The Top Tiger
I’m running Tiger (Mac OS 10.4.11) on my six-year-old PowerPC iMac. I want to upgrade my OS to as high as it can go and then upgrade some applications as well. I got a series of OS upgrades from apple.com/download, which I thought would take me from 10.4.11 up to 10.4.6. But unless I can get 10.4.2 installed, I have no hope of moving further. When I attempt to install 10.4.2, I get a message saying, “You can’t install Mac OS X Update on this volume. This volume does not meet the requirements for this upgrade.” Is the problem that I’m upgrading from 10.4.11 rather than 10.4.1? I don’t have 10.4.1 to go back to. Any wisdom, or am I stuck in a sinkhole?
You’re going to love this answer. Mac OS 10.4.11 is the highest version of Tiger, so your quest was accomplished before you even started. Blammo!

Tiger stopped at 10.4.11, so your only upgrade path from here is Leopard.
It seems the confusion is about version numbers. 10.4.11 doesn’t come between 10.4.1 and 10.4.2; software version numbers don’t work exactly like decimals in actual math. In math, 10.4.11 is between 10.4.1 and 10.4.2, but software versions ignore the rules of trailing decimal places and just go sequentially. Check out en.wikipedia.org/wiki/Mac_OS_X_Tiger for a list of Tiger versions and notice how 10.4.9 is followed by 10.4.10 and 10.4.11, the OS you’re running already.
So go ahead and delete those 10.4.2 through 10.4.6 updates--you’re beyond them already. Success. And also? If there really were Mac OS upgrades available for your iMac, they would’ve shown up automatically under Software Update in the Apple menu.
kaleberg
April 18, 2010 at 8:25pm
10.4.11 may not be good math, but it's pretty standard notation for outlining documents. Section 10.4.11 comes right after section 10.4.10 and right before 10.4.12. Section 10.4.11.1 is its first subsection followed by 10.4.11.2 and so on. That's why they make computer science majors take a few humanities courses.
frigmous
April 18, 2010 at 9:13am
While 10.4.11 and 10.4.6 are perfectly valid numbers in software versions, no version of math I've ever encountered allows for multiple decimal points. So what you were trying to say was that in math, .11 is between .1 and .2. 10.4.11 is simply not a valid number. 11 hundredths of 4 tenths? How would that even work?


◆ **AIM OF THE EXERCISE**:
Among the lines below, copy each one in which "name" appears.

PROVIDED MATERIAL Block Start

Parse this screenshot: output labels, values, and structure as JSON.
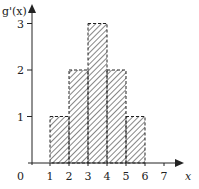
{
  "chart_data": {
    "type": "bar",
    "title": "",
    "xlabel": "x",
    "ylabel": "g'(x)",
    "origin_label": "0",
    "categories": [
      "1-2",
      "2-3",
      "3-4",
      "4-5",
      "5-6"
    ],
    "bins": [
      [
        1,
        2
      ],
      [
        2,
        3
      ],
      [
        3,
        4
      ],
      [
        4,
        5
      ],
      [
        5,
        6
      ]
    ],
    "values": [
      1,
      2,
      3,
      2,
      1
    ],
    "xticks": [
      "1",
      "2",
      "3",
      "4",
      "5",
      "6",
      "7"
    ],
    "yticks": [
      "1",
      "2",
      "3"
    ],
    "xlim": [
      0,
      7.5
    ],
    "ylim": [
      0,
      3.3
    ],
    "grid": false,
    "fill": "diagonal-hatch",
    "edge_style": "dashed"
  },
  "colors": {
    "stroke": "#222222",
    "background": "#ffffff"
  }
}
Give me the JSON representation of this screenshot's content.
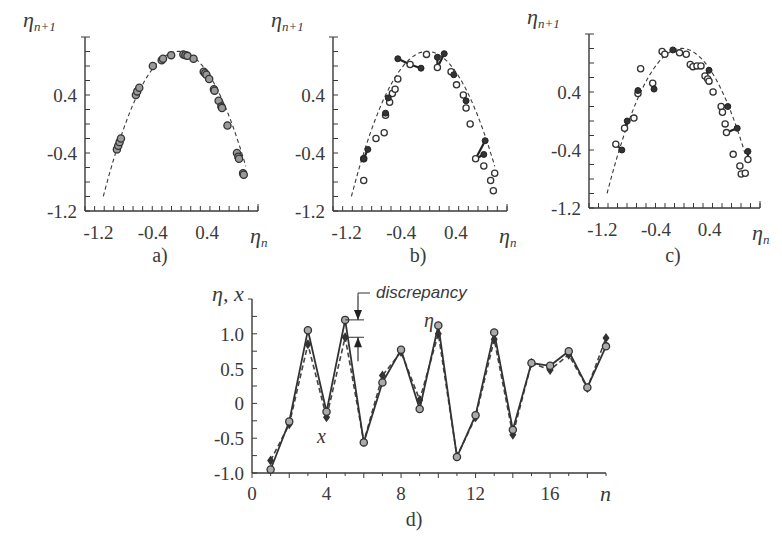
{
  "chart_data": [
    {
      "id": "a",
      "type": "scatter",
      "panel_label": "a)",
      "title": "",
      "xlabel": "η_n",
      "ylabel": "η_{n+1}",
      "xticks": [
        -1.2,
        -0.4,
        0.4
      ],
      "yticks": [
        0.4,
        -0.4,
        -1.2
      ],
      "xlim": [
        -1.35,
        1.2
      ],
      "ylim": [
        -1.2,
        1.2
      ],
      "fit_curve": {
        "style": "dashed",
        "description": "parabola η_{n+1} = 1 - 1.9 η_n^2 (approx)",
        "x_range": [
          -1.05,
          1.05
        ]
      },
      "series": [
        {
          "name": "data (η_n, η_{n+1})",
          "marker": "circle",
          "points": [
            [
              -0.88,
              -0.35
            ],
            [
              -0.86,
              -0.3
            ],
            [
              -0.84,
              -0.25
            ],
            [
              -0.82,
              -0.2
            ],
            [
              -0.6,
              0.4
            ],
            [
              -0.58,
              0.45
            ],
            [
              -0.55,
              0.5
            ],
            [
              -0.35,
              0.8
            ],
            [
              -0.22,
              0.88
            ],
            [
              -0.2,
              0.9
            ],
            [
              -0.08,
              0.95
            ],
            [
              0.1,
              0.96
            ],
            [
              0.13,
              0.95
            ],
            [
              0.16,
              0.94
            ],
            [
              0.25,
              0.9
            ],
            [
              0.4,
              0.72
            ],
            [
              0.42,
              0.7
            ],
            [
              0.44,
              0.68
            ],
            [
              0.48,
              0.62
            ],
            [
              0.55,
              0.48
            ],
            [
              0.56,
              0.46
            ],
            [
              0.62,
              0.32
            ],
            [
              0.66,
              0.24
            ],
            [
              0.67,
              0.22
            ],
            [
              0.75,
              -0.02
            ],
            [
              0.89,
              -0.4
            ],
            [
              0.91,
              -0.45
            ],
            [
              0.92,
              -0.48
            ],
            [
              0.98,
              -0.68
            ],
            [
              0.99,
              -0.7
            ]
          ]
        }
      ]
    },
    {
      "id": "b",
      "type": "scatter",
      "panel_label": "b)",
      "title": "",
      "xlabel": "η_n",
      "ylabel": "η_{n+1}",
      "xticks": [
        -1.2,
        -0.4,
        0.4
      ],
      "yticks": [
        0.4,
        -0.4,
        -1.2
      ],
      "xlim": [
        -1.35,
        1.2
      ],
      "ylim": [
        -1.2,
        1.2
      ],
      "fit_curve": {
        "style": "dashed",
        "x_range": [
          -1.05,
          1.05
        ]
      },
      "series": [
        {
          "name": "measured",
          "marker": "open-circle",
          "points": [
            [
              -0.9,
              -0.78
            ],
            [
              -0.9,
              -0.48
            ],
            [
              -0.72,
              -0.2
            ],
            [
              -0.6,
              -0.12
            ],
            [
              -0.58,
              0.12
            ],
            [
              -0.52,
              0.3
            ],
            [
              -0.48,
              0.42
            ],
            [
              -0.44,
              0.48
            ],
            [
              -0.4,
              0.62
            ],
            [
              -0.22,
              0.82
            ],
            [
              0.02,
              0.96
            ],
            [
              0.18,
              0.78
            ],
            [
              0.38,
              0.72
            ],
            [
              0.46,
              0.54
            ],
            [
              0.56,
              0.4
            ],
            [
              0.6,
              0.22
            ],
            [
              0.66,
              0.0
            ],
            [
              0.74,
              -0.48
            ],
            [
              0.86,
              -0.58
            ],
            [
              0.96,
              -0.78
            ],
            [
              1.0,
              -0.92
            ],
            [
              1.02,
              -0.68
            ]
          ]
        },
        {
          "name": "model",
          "marker": "filled-circle",
          "points": [
            [
              -0.9,
              -0.48
            ],
            [
              -0.84,
              -0.35
            ],
            [
              -0.58,
              0.15
            ],
            [
              -0.54,
              0.36
            ],
            [
              -0.4,
              0.9
            ],
            [
              -0.06,
              0.77
            ],
            [
              0.18,
              0.92
            ],
            [
              0.28,
              0.97
            ],
            [
              0.42,
              0.68
            ],
            [
              0.6,
              0.32
            ],
            [
              0.86,
              -0.42
            ],
            [
              0.88,
              -0.23
            ]
          ]
        }
      ],
      "discrepancy_segments": "vertical bars join measured and model values"
    },
    {
      "id": "c",
      "type": "scatter",
      "panel_label": "c)",
      "title": "",
      "xlabel": "η_n",
      "ylabel": "η_{n+1}",
      "xticks": [
        -1.2,
        -0.4,
        0.4
      ],
      "yticks": [
        0.4,
        -0.4,
        -1.2
      ],
      "xlim": [
        -1.35,
        1.2
      ],
      "ylim": [
        -1.2,
        1.2
      ],
      "fit_curve": {
        "style": "dashed",
        "x_range": [
          -1.05,
          1.05
        ]
      },
      "series": [
        {
          "name": "measured",
          "marker": "open-circle",
          "points": [
            [
              -0.95,
              -0.32
            ],
            [
              -0.82,
              -0.1
            ],
            [
              -0.68,
              0.04
            ],
            [
              -0.62,
              0.38
            ],
            [
              -0.58,
              0.72
            ],
            [
              -0.4,
              0.52
            ],
            [
              -0.26,
              0.96
            ],
            [
              -0.22,
              0.92
            ],
            [
              0.0,
              0.94
            ],
            [
              0.1,
              0.92
            ],
            [
              0.16,
              0.78
            ],
            [
              0.2,
              0.75
            ],
            [
              0.26,
              0.76
            ],
            [
              0.32,
              0.76
            ],
            [
              0.38,
              0.62
            ],
            [
              0.42,
              0.58
            ],
            [
              0.44,
              0.55
            ],
            [
              0.5,
              0.4
            ],
            [
              0.62,
              0.2
            ],
            [
              0.64,
              0.12
            ],
            [
              0.68,
              -0.04
            ],
            [
              0.7,
              -0.16
            ],
            [
              0.8,
              -0.46
            ],
            [
              0.9,
              -0.62
            ],
            [
              0.92,
              -0.73
            ],
            [
              0.98,
              -0.72
            ],
            [
              1.02,
              -0.53
            ]
          ]
        },
        {
          "name": "model",
          "marker": "filled-circle",
          "points": [
            [
              -0.86,
              -0.4
            ],
            [
              -0.78,
              0.0
            ],
            [
              -0.62,
              0.42
            ],
            [
              -0.38,
              0.44
            ],
            [
              -0.1,
              0.98
            ],
            [
              0.44,
              0.7
            ],
            [
              0.72,
              0.2
            ],
            [
              0.86,
              -0.1
            ],
            [
              1.02,
              -0.42
            ]
          ]
        }
      ],
      "discrepancy_segments": "slanted bars join measured and model values"
    },
    {
      "id": "d",
      "type": "line",
      "panel_label": "d)",
      "title": "",
      "xlabel": "n",
      "ylabel": "η, x",
      "xticks": [
        0,
        4,
        8,
        12,
        16
      ],
      "yticks": [
        1.0,
        0.5,
        0,
        -0.5,
        -1.0
      ],
      "xlim": [
        0,
        19
      ],
      "ylim": [
        -1.0,
        1.5
      ],
      "categories": [
        1,
        2,
        3,
        4,
        5,
        6,
        7,
        8,
        9,
        10,
        11,
        12,
        13,
        14,
        15,
        16,
        17,
        18,
        19
      ],
      "series": [
        {
          "name": "η",
          "style": "solid",
          "marker": "open-circle",
          "values": [
            -0.95,
            -0.26,
            1.05,
            -0.12,
            1.2,
            -0.56,
            0.3,
            0.77,
            -0.08,
            1.12,
            -0.77,
            -0.17,
            1.02,
            -0.38,
            0.58,
            0.54,
            0.75,
            0.23,
            0.82,
            -0.32
          ]
        },
        {
          "name": "x",
          "style": "dashed",
          "marker": "filled-diamond",
          "values": [
            -0.82,
            -0.3,
            0.85,
            -0.2,
            0.95,
            -0.55,
            0.4,
            0.74,
            0.05,
            1.0,
            -0.76,
            -0.2,
            0.92,
            -0.45,
            0.58,
            0.48,
            0.7,
            0.22,
            0.94,
            -0.5
          ]
        }
      ],
      "annotations": [
        {
          "text": "discrepancy",
          "near_n": 5,
          "description": "bracket showing gap between η and x at n=5"
        },
        {
          "text": "η",
          "near_n": 10,
          "near_value": 1.25
        },
        {
          "text": "x",
          "near_n": 4,
          "near_value": -0.5
        }
      ]
    }
  ],
  "labels": {
    "eta_n": "η",
    "eta_n_sub": "n",
    "eta_n1": "η",
    "eta_n1_sub": "n+1",
    "panel_d_ylabel": "η, x",
    "panel_d_xlabel": "n",
    "discrepancy": "discrepancy",
    "eta": "η",
    "x": "x"
  }
}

PROVIDED MATERIAL Block End

◆ **SOLUTION TO THIS EXERCISE**:
          "name": "data (η_n, η_{n+1})",
          "name": "measured",
          "name": "model",
          "name": "measured",
          "name": "model",
          "name": "η",
          "name": "x",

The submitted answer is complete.